Music Artist Ylona Garcia is stepping fully into her own, one raw, honest song at a time.
There’s a moment in Ylona Garcia’s new single “Question Mark” where the mellow piano intro suddenly explodes into fuzzy electric guitars and her voice cuts through with a kind of quiet fury, and if you’re hearing it for the first time, your jaw might actually drop. That’s not an accident. That’s an artist who has spent a decade learning exactly how to make you feel something.
At just 23 years old, the Filipino-Australian singer-songwriter has already lived several careers’ worth of life. Born in Sydney, raised across multiple countries, launched into Filipino stardom as a teenager via reality TV, signed to iconic Asian American label 88rising, and now based in Los Angeles, Ylona Garcia has been doing “a lot of stuff,” in her own understated words. The world is just now beginning to truly catch up.
Most people don’t become household names at 13, but Ylona Garcia isn’t most people. In 2015, she auditioned for Pinoy Big Brother — the Philippine reality institution, showcasing her singing, dancing, acting, and an irresistible confidence that immediately won the public over. She finished as first runner-up, but the real prize was what came after: an entire country decided they weren’t done with her.
By 2016 she had her debut EP, My Name Is Ylona Garcia, and with it came the awards — Most Promising Female Singer, Favorite New Artist, New Female Recording Artist of the Year. The music industry in the Philippines had a new favorite daughter, and she wore it well. But even then, she had her eyes on something bigger.
Signing with 88rising, the label and collective that has made artists like Rich Brian, NIKI, and Joji into global names — was a defining moment. It wasn’t just a record deal; it was a statement. Ylona Garcia was no longer just a Filipino pop star. She was a global artist, full stop.
The pivot showed up in her music. Smooth R&B textures, hip-hop inflections, and an intimacy in her writing that felt genuinely personal — not manufactured. Tracks like “Entertain Me” (which became the official launch song for Neon, the first Filipino character in the hit video game Valorant) and her 2020 collab “Walk In My Timbs” showcased a songwriter unafraid to cross genres and borders. Her Spotify streams across her five biggest songs have crossed 86 million plays and counting.
In August 2022, she became the first Filipino artist featured in American fashion magazine V, with the publication calling her “the new global voice leading R&B Pop.” Presenter at the Crunchyroll Anime Awards in Japan. Content creator for gaming giant 100 Thieves. The resume of a woman who refuses to be boxed in.
If her earlier work showed her range, her recent music reveals her depth. “Sick of It,” released in early 2025, was a soft rock gut-punch — written in 2023 about what it actually felt like to grow up inside a “toxic” entertainment industry. It was the kind of song that only gets written when someone has processed enough pain to turn it into art.
Then came “Question Mark” and “Could’ve Been,” released together in early 2026. The former pulls off a musical sleight of hand — presenting as a love song while actually exploring the strange, complicated tension between artists and their fans. The latter sits in the tender ache of unanswered “what ifs.” Both are miles from the bubblegum pop that first introduced her to the world, and that evolution feels completely earned.
This is an artist in full creative bloom, writing with more honesty, performing with more intention, and connecting with an audience that has grown right alongside her.
What makes Ylona Garcia genuinely special isn’t just the music, it’s the person behind it. She’s spoken openly about the physical toll the early years took on her health (Metro Manila’s pollution, she’s noted, “permanently damaged” her health). She talks with warmth about the people of Cebu, about the joy of touring her home country after PBB ended, about what it meant to see her siblings light up when “Entertain Me” became part of the Valorant universe they loved.
She represents something important for a generation of Filipino and Asian-Australian young people who grew up not seeing themselves reflected in Western pop culture. Now, at 23, she IS that reflection — beautiful, boundary-breaking, and completely herself.
“She has long been more than just a pop star” — Philippine Daily Inquirer
Ten years into a career that started when she was barely a teenager, Ylona Garcia is still only just beginning. The music is getting bolder, the story is getting richer, and the audience — global, passionate, and growing — is paying very close attention.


• [Assigned task]: Exactly as given, output all the records that follow.

*** Exercise materials ***

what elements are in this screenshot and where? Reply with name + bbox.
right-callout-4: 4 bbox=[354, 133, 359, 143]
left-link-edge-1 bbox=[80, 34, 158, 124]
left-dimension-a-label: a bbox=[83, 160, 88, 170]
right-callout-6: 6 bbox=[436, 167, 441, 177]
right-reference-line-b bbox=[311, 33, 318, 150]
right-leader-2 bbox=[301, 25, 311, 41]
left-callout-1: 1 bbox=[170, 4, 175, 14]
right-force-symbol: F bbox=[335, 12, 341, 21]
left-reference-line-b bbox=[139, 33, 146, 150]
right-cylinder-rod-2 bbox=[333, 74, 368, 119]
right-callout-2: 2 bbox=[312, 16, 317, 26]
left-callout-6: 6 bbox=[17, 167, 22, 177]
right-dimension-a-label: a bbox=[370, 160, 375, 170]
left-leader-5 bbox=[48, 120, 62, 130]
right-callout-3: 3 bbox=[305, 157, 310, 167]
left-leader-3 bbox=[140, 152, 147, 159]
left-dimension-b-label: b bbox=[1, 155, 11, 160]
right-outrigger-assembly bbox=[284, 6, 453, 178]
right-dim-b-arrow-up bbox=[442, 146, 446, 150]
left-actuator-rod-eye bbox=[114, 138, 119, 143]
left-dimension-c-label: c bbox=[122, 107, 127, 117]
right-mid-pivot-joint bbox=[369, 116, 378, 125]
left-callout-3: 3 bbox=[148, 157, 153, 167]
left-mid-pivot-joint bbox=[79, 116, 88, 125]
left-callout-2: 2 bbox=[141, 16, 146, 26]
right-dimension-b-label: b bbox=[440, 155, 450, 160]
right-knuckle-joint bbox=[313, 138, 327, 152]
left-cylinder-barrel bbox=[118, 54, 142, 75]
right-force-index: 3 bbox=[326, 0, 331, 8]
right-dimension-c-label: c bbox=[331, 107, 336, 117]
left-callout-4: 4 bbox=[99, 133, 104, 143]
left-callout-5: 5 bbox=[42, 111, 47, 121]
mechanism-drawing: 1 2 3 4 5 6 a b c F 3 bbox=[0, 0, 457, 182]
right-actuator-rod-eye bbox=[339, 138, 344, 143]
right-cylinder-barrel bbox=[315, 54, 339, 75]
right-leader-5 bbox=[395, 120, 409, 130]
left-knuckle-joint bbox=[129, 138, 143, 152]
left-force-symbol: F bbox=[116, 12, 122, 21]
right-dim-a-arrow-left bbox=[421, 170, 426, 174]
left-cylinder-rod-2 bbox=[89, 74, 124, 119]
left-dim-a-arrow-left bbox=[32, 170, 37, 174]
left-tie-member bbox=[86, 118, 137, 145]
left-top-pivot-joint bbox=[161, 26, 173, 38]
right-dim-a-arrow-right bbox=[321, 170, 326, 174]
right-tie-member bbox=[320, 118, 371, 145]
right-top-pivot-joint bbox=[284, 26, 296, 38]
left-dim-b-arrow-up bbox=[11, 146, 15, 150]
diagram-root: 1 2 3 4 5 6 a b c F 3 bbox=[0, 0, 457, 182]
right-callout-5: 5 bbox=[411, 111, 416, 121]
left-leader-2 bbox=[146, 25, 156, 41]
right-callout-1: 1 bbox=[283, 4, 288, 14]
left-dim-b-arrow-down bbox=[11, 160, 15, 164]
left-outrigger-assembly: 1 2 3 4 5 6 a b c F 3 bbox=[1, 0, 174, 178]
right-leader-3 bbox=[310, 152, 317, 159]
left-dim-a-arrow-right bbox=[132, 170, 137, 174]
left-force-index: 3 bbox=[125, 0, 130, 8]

***

• [Response to the task]:
what elements are in this screenshot and where? Reply with name + bbox.
right-callout-4: 4 bbox=[354, 133, 359, 143]
left-link-edge-1 bbox=[80, 34, 158, 124]
left-dimension-a-label: a bbox=[83, 160, 88, 170]
right-callout-6: 6 bbox=[436, 167, 441, 177]
right-reference-line-b bbox=[311, 33, 318, 150]
right-leader-2 bbox=[301, 25, 311, 41]
left-callout-1: 1 bbox=[170, 4, 175, 14]
right-force-symbol: F bbox=[335, 12, 341, 21]
left-reference-line-b bbox=[139, 33, 146, 150]
right-cylinder-rod-2 bbox=[333, 74, 368, 119]
right-callout-2: 2 bbox=[312, 16, 317, 26]
left-callout-6: 6 bbox=[17, 167, 22, 177]
right-dimension-a-label: a bbox=[370, 160, 375, 170]
left-leader-5 bbox=[48, 120, 62, 130]
right-callout-3: 3 bbox=[305, 157, 310, 167]
left-leader-3 bbox=[140, 152, 147, 159]
left-dimension-b-label: b bbox=[1, 155, 11, 160]
right-outrigger-assembly bbox=[284, 6, 453, 178]
right-dim-b-arrow-up bbox=[442, 146, 446, 150]
left-actuator-rod-eye bbox=[114, 138, 119, 143]
left-dimension-c-label: c bbox=[122, 107, 127, 117]
right-mid-pivot-joint bbox=[369, 116, 378, 125]
left-callout-3: 3 bbox=[148, 157, 153, 167]
left-mid-pivot-joint bbox=[79, 116, 88, 125]
left-callout-2: 2 bbox=[141, 16, 146, 26]
right-dimension-b-label: b bbox=[440, 155, 450, 160]
right-knuckle-joint bbox=[313, 138, 327, 152]
left-cylinder-barrel bbox=[118, 54, 142, 75]
right-force-index: 3 bbox=[326, 0, 331, 8]
right-dimension-c-label: c bbox=[331, 107, 336, 117]
left-callout-4: 4 bbox=[99, 133, 104, 143]
left-callout-5: 5 bbox=[42, 111, 47, 121]
mechanism-drawing: 1 2 3 4 5 6 a b c F 3 bbox=[0, 0, 457, 182]
right-actuator-rod-eye bbox=[339, 138, 344, 143]
right-cylinder-barrel bbox=[315, 54, 339, 75]
right-leader-5 bbox=[395, 120, 409, 130]
left-knuckle-joint bbox=[129, 138, 143, 152]
left-force-symbol: F bbox=[116, 12, 122, 21]
right-dim-a-arrow-left bbox=[421, 170, 426, 174]
left-cylinder-rod-2 bbox=[89, 74, 124, 119]
left-dim-a-arrow-left bbox=[32, 170, 37, 174]
left-tie-member bbox=[86, 118, 137, 145]
left-top-pivot-joint bbox=[161, 26, 173, 38]
right-dim-a-arrow-right bbox=[321, 170, 326, 174]
right-tie-member bbox=[320, 118, 371, 145]
right-top-pivot-joint bbox=[284, 26, 296, 38]
left-dim-b-arrow-up bbox=[11, 146, 15, 150]
diagram-root: 1 2 3 4 5 6 a b c F 3 bbox=[0, 0, 457, 182]
right-callout-5: 5 bbox=[411, 111, 416, 121]
left-leader-2 bbox=[146, 25, 156, 41]
right-callout-1: 1 bbox=[283, 4, 288, 14]
left-dim-b-arrow-down bbox=[11, 160, 15, 164]
left-outrigger-assembly: 1 2 3 4 5 6 a b c F 3 bbox=[1, 0, 174, 178]
right-leader-3 bbox=[310, 152, 317, 159]
left-dim-a-arrow-right bbox=[132, 170, 137, 174]
left-force-index: 3 bbox=[125, 0, 130, 8]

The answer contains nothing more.